This is a picture of
Mary Sidney, the Countess of Pembroke (done by Nicholas Hilliard). On Thursday we were at the Jackman Humanities Bldg. doing some singing, talking and playing about her Psalm paraphrases and metrical Psalm singing in general in the Elizabethan and Jacobean times for
Prof. Katie Larson. We discussed the place of Psalm singing in the culture and the politics at the time and then got onto singing some.
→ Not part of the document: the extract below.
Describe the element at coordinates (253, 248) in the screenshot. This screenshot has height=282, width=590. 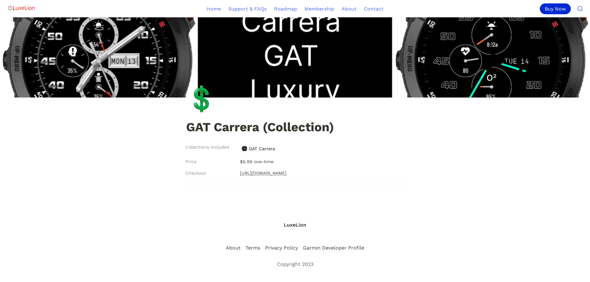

We started out by singing some of the Sternhold and Hopkins versifications of the Psalms to the 'old church tunes'. Many of these tunes were pinched from the Genevan Psalter and German choral repertoire. These translations of the Psalms were the most common way you would hear the Psalms sung in English churches for hundreds of years. Some of the words have a simple dignity, but some are pretty bad doggerel. From the Ten Commandments:
Yield honour to thy parents, that
Prolonged thy days might be
Upon the land, the which the Lord
Thy God hath given thee.
Thou shalt not murther, Thou shalt not
Commit adultery.
Thou shalt not steale. Nor witness false
Against thy neighbour be.
From Richard Allison's publication of 1599 we sang the 23rd Psalm (My shepherd is the living Lord) to the tune now associated with 'While shepherds watched their flocks'. The tune was associated with sheep, then, for a hundred years before Purcell librettist Nahum Tate wrote the Christmassy words. Then we sang the Nunc Dimittis from the same book. You can hear us sing that here and
buy it on a CD here. Or you can
get the whole thing on itunes at this link.
(Since first writing this I have been reminded that we didn't actually sing this Nunc, but decided on the fly to sing the two settings of Psalm 23 back to back and then didn't go back to this. But you get the idea anyway.)